Over-Reporting Claims of Medicare Beneficiaries
Insurers,
self-insurers and claims administrators are busy figuring out how to comply
with the Mandatory Insurer Reporting rules being developed by the Centers for
Medicare and Medicaid Services (CMS) for group health, workers’ comp, no fault
and liability claims of Medicare beneficiaries beginning October 1, 2009.
To date, CMS guidance on
exactly which claims need to be reported has been –at best- fuzzy.
Certainly, claims in
which payment to a Medicare beneficiary of a settlement, judgment or award is
made on or after July 1, 2009 will need to be included in quarterly reports to
the government. But CMS has suggested in
early drafts of reporting guidelines that it will want Responsible Reporting
Entities (RREs) to also give information on claims in which the RRE has
“accepted responsibility” for ongoing medical payments, presumably including
claims in which there is no payment on or after July 1, 2009 and even-
possibly- claims in which no payment of any kind has ever been made.
Two key problems faced by
RREs in determining what claims to report are (A) how to determine if a
claimant is a Medicare beneficiary and (2) how to determine which claims of
Medicare beneficiaries to report.
Problem A will be resolved by CMS putting into effect a relatively easy
system to confirm the Medicare status of claimants identified by the RRE and by
the RRE doing a lot of work to get Social Security Numbers and communicate with
its claimants to determine their Medicare status.
But without clearer
guidelines from CMS on which claims of known Medicare beneficiaries must be
reported, resolving Problem B is much more difficult. “Accepted responsibility” for ongoing medical
means different things to different people.
If an undisputed workers’
compensation file or auto no fault file is opened for an individual entitled to
have medical expenses from that injury paid for life, is that a file in which
the RRE has “accepted responsibility” for ongoing medical even if no medical
expense has yet been submitted to the RRE?
If a general liability
insurer or self-insurer has a “med pay” policy (formal or informal) under which
it pays for the claimant’s emergency medical treatment regardless of lack of
liability, has that RRE “accepted responsibility” for medical payments whether
or not medical expenses have been submitted to it?
The statutory $1,000 per
claim, per day penalty for failure to report a claim has many RREs nervous,
leading to discussions of “over-reporting.”
One insurance company executive asked pointblank: “Why shouldn’t I
simply report to CMS every claim on my claim system? That way I can not be
charged with failing to report.”
There are many reasons
why reporting every claim is not the right answer to compliance with the MMSEA
statute, but one good reason: by reporting a claim you are telling CMS: “I am a
primary payer on this claim so I am obligated to reimburse Medicare for every
payment made for this beneficiary’s treatment.”
When you get the bill from the Medicare Secondary Payer Recovery
Contractor for the millions of dollars in past Medicare payments for those claimants
you didn’t owe coverage to, don’t call me.
CMS officials have
promised to provide clearer standards on identifying reportable claims before
actual reporting begins but -with the threat of heavy penalties for
underreporting- reporting more claims than necessary will still be an issue.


• Required work: Find each line of the entries with the string "causes", please, and copy it.

────────────────

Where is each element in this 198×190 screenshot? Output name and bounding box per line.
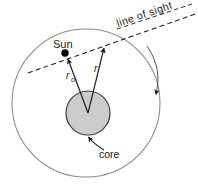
line-of-sight-label: line of sight	[115, 0, 174, 29]
r0-label: r	[66, 70, 70, 81]
sun-core-diagram-svg: Sun core r r o line of sight	[0, 0, 198, 190]
core-label: core	[99, 148, 120, 160]
sun-label: Sun	[53, 38, 73, 50]
r0-label-subscript: o	[71, 76, 75, 83]
r0-label-group: r o	[66, 70, 75, 83]
diagram-canvas: Sun core r r o line of sight	[0, 0, 198, 190]
r-label: r	[94, 63, 98, 74]
sun-dot	[61, 49, 68, 56]
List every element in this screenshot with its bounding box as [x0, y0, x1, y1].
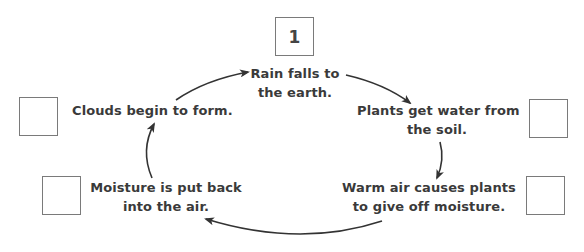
step-number-box-rain[interactable]: 1	[275, 17, 314, 56]
step-number-box-plants-water[interactable]	[529, 99, 568, 138]
step-number-box-clouds[interactable]	[19, 97, 58, 136]
step-label-line: Clouds begin to form.	[72, 101, 228, 120]
arrow-rain-to-plants	[346, 75, 410, 103]
step-label-line: the soil.	[357, 120, 517, 139]
step-label-line: Plants get water from	[357, 101, 517, 120]
step-label-line: to give off moisture.	[342, 197, 516, 216]
arrow-warm-to-moisture	[206, 219, 382, 234]
step-label-rain: Rain falls to the earth.	[235, 64, 355, 102]
step-label-clouds: Clouds begin to form.	[72, 101, 228, 120]
step-label-line: the earth.	[235, 83, 355, 102]
step-label-line: into the air.	[90, 197, 242, 216]
arrow-moisture-to-clouds	[146, 124, 154, 178]
step-label-line: Moisture is put back	[90, 178, 242, 197]
step-label-warm-air: Warm air causes plants to give off moist…	[342, 178, 516, 216]
step-label-line: Warm air causes plants	[342, 178, 516, 197]
step-label-line: Rain falls to	[235, 64, 355, 83]
step-number-box-moisture[interactable]	[42, 176, 81, 215]
step-label-moisture: Moisture is put back into the air.	[90, 178, 242, 216]
step-number-box-warm-air[interactable]	[526, 176, 565, 215]
step-label-plants-water: Plants get water from the soil.	[357, 101, 517, 139]
arrow-plants-to-warm	[437, 142, 442, 178]
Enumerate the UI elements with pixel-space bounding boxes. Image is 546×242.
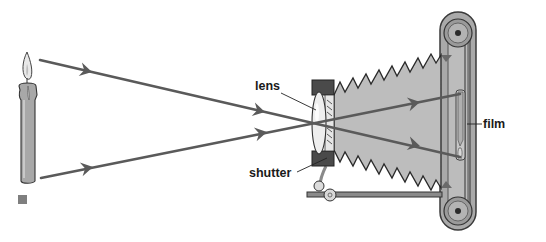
shutter-label: shutter — [249, 167, 291, 180]
bottom-roller-icon — [444, 197, 472, 225]
bellows — [334, 54, 441, 190]
marker-square — [18, 195, 27, 204]
candle — [19, 52, 37, 183]
film — [456, 90, 465, 161]
film-label: film — [483, 118, 505, 131]
top-roller-icon — [444, 19, 472, 47]
lens-label: lens — [255, 80, 280, 93]
lens-leader — [281, 93, 316, 110]
camera-diagram — [0, 0, 546, 242]
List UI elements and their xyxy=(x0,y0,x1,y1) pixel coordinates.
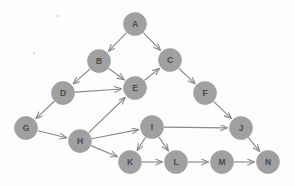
node-circle-h[interactable] xyxy=(69,130,92,153)
edge-b-to-e xyxy=(109,68,124,80)
edge-g-to-h xyxy=(38,131,67,138)
node-circle-l[interactable] xyxy=(165,151,188,174)
edge-a-to-c xyxy=(143,33,160,51)
node-circle-k[interactable] xyxy=(119,151,142,174)
node-circle-d[interactable] xyxy=(52,82,75,105)
edge-h-to-e xyxy=(89,98,125,133)
edge-e-to-c xyxy=(144,69,159,81)
node-m[interactable]: M xyxy=(211,151,234,174)
node-l[interactable]: L xyxy=(165,151,188,174)
edge-h-to-i xyxy=(92,130,139,139)
node-circle-n[interactable] xyxy=(257,151,280,174)
node-n[interactable]: N xyxy=(257,151,280,174)
edge-b-to-d xyxy=(73,69,90,84)
node-f[interactable]: F xyxy=(194,82,217,105)
edge-i-to-l xyxy=(159,137,168,151)
node-circle-e[interactable] xyxy=(124,77,147,100)
node-i[interactable]: I xyxy=(141,116,164,139)
node-c[interactable]: C xyxy=(159,49,182,72)
node-circle-m[interactable] xyxy=(211,151,234,174)
node-e[interactable]: E xyxy=(124,77,147,100)
edge-a-to-b xyxy=(109,33,127,52)
scan-speck-2 xyxy=(33,52,34,53)
edge-i-to-k xyxy=(137,137,145,150)
node-circle-b[interactable] xyxy=(88,50,111,73)
edge-h-to-k xyxy=(91,146,117,157)
node-g[interactable]: G xyxy=(15,117,38,140)
node-k[interactable]: K xyxy=(119,151,142,174)
node-circle-i[interactable] xyxy=(141,116,164,139)
edge-i-to-j xyxy=(164,127,227,128)
edge-j-to-n xyxy=(248,137,259,151)
node-j[interactable]: J xyxy=(230,117,253,140)
node-d[interactable]: D xyxy=(52,82,75,105)
node-circle-j[interactable] xyxy=(230,117,253,140)
node-a[interactable]: A xyxy=(124,13,147,36)
edge-d-to-g xyxy=(36,101,54,118)
node-h[interactable]: H xyxy=(69,130,92,153)
edge-d-to-e xyxy=(75,89,121,92)
node-circle-c[interactable] xyxy=(159,49,182,72)
node-b[interactable]: B xyxy=(88,50,111,73)
node-circle-f[interactable] xyxy=(194,82,217,105)
node-circle-g[interactable] xyxy=(15,117,38,140)
edge-c-to-f xyxy=(179,68,195,83)
directed-graph-diagram: ABCDEFGHIJKLMN xyxy=(0,0,295,186)
node-circle-a[interactable] xyxy=(124,13,147,36)
edge-f-to-j xyxy=(214,101,232,118)
scan-speck-1 xyxy=(57,15,59,17)
graph-canvas: ABCDEFGHIJKLMN xyxy=(0,0,295,186)
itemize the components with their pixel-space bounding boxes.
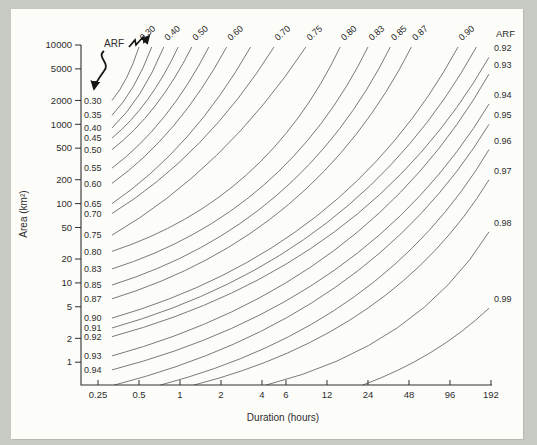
contour-left-label: 0.83 <box>84 264 102 274</box>
contour-left-label: 0.93 <box>84 351 102 361</box>
y-tick-label: 200 <box>56 174 72 185</box>
contour-top-label: 0.40 <box>162 23 182 42</box>
contour-line <box>112 47 227 183</box>
contour-left-label: 0.80 <box>84 247 102 257</box>
y-tick-label: 10000 <box>46 39 72 50</box>
x-tick-label: 2 <box>218 389 223 400</box>
x-tick-label: 96 <box>445 389 456 400</box>
contour-left-label: 0.60 <box>84 179 102 189</box>
x-tick-label: 1 <box>177 389 182 400</box>
x-tick-label: 48 <box>404 389 415 400</box>
y-tick-label: 5 <box>67 301 72 312</box>
y-tick-label: 2000 <box>51 95 72 106</box>
contour-top-label: 0.60 <box>225 23 245 42</box>
contour-top-label: 0.50 <box>190 23 210 42</box>
contour-left-label: 0.30 <box>84 96 102 106</box>
contour-line <box>112 47 340 251</box>
contour-top-label: 0.70 <box>273 23 293 42</box>
contour-right-label: 0.94 <box>494 90 512 100</box>
contour-left-label: 0.87 <box>84 294 102 304</box>
contour-left-label: 0.85 <box>84 280 102 290</box>
y-tick-label: 500 <box>56 142 72 153</box>
contour-line <box>112 47 411 299</box>
contour-line <box>112 47 139 100</box>
contour-line <box>112 47 476 328</box>
arf-annotation-label: ARF <box>104 38 124 49</box>
contour-right-label: 0.97 <box>494 166 512 176</box>
x-tick-label: 0.25 <box>89 389 108 400</box>
contour-left-label: 0.94 <box>84 365 102 375</box>
x-tick-label: 12 <box>322 389 333 400</box>
contour-line <box>112 47 178 138</box>
contour-left-label: 0.35 <box>84 110 102 120</box>
contour-right-label: 0.93 <box>494 60 512 70</box>
y-tick-label: 50 <box>61 222 72 233</box>
contour-right-label: 0.95 <box>494 110 512 120</box>
y-tick-label: 1 <box>67 356 72 367</box>
contour-right-label: 0.96 <box>494 136 512 146</box>
y-axis-title: Area (km²) <box>18 190 29 237</box>
y-tick-label: 5000 <box>51 63 72 74</box>
axis-lines <box>81 45 492 385</box>
x-axis-title: Duration (hours) <box>247 412 319 423</box>
contour-line <box>112 74 489 356</box>
contour-left-label: 0.55 <box>84 163 102 173</box>
contour-top-label: 0.85 <box>389 23 409 42</box>
contour-left-label: 0.45 <box>84 133 102 143</box>
x-tick-label: 6 <box>283 389 288 400</box>
contour-line <box>161 150 489 385</box>
contour-top-label: 0.80 <box>339 23 359 42</box>
contour-left-label: 0.65 <box>84 199 102 209</box>
contour-top-label: 0.75 <box>305 23 325 42</box>
y-tick-label: 100 <box>56 198 72 209</box>
y-tick-label: 10 <box>61 277 72 288</box>
contour-left-label: 0.92 <box>84 332 102 342</box>
contour-left-label: 0.40 <box>84 123 102 133</box>
contour-line <box>112 47 251 204</box>
contour-right-label: 0.98 <box>494 218 512 228</box>
contour-line <box>112 47 306 235</box>
y-tick-label: 1000 <box>51 119 72 130</box>
arf-contour-chart: 0.300.300.350.400.400.450.500.500.550.60… <box>0 0 537 445</box>
contour-top-label: 0.87 <box>410 23 430 42</box>
page-background: 0.300.300.350.400.400.450.500.500.550.60… <box>0 0 537 445</box>
contour-line <box>112 47 209 168</box>
arf-right-header: ARF <box>496 28 515 39</box>
x-tick-label: 0.5 <box>132 389 145 400</box>
contour-right-label: 0.92 <box>494 43 512 53</box>
arf-annotation-arrow-down-icon <box>94 51 106 89</box>
y-tick-label: 2 <box>67 333 72 344</box>
contour-line <box>112 47 192 150</box>
contour-line <box>363 308 489 385</box>
contour-left-label: 0.90 <box>84 313 102 323</box>
x-tick-label: 24 <box>363 389 374 400</box>
contour-left-label: 0.50 <box>84 145 102 155</box>
contour-right-label: 0.99 <box>494 294 512 304</box>
contour-top-label: 0.90 <box>457 23 477 42</box>
contour-left-label: 0.75 <box>84 230 102 240</box>
contour-line <box>112 47 458 318</box>
y-tick-label: 20 <box>61 253 72 264</box>
x-tick-label: 4 <box>259 389 264 400</box>
x-tick-label: 192 <box>483 389 499 400</box>
contour-top-label: 0.83 <box>367 23 387 42</box>
contour-left-label: 0.70 <box>84 209 102 219</box>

────────────────

• Response:
step-label-warm-air: Warm air causes plants to give off moist…	[342, 178, 516, 216]
step-label-line: Warm air causes plants	[342, 178, 516, 197]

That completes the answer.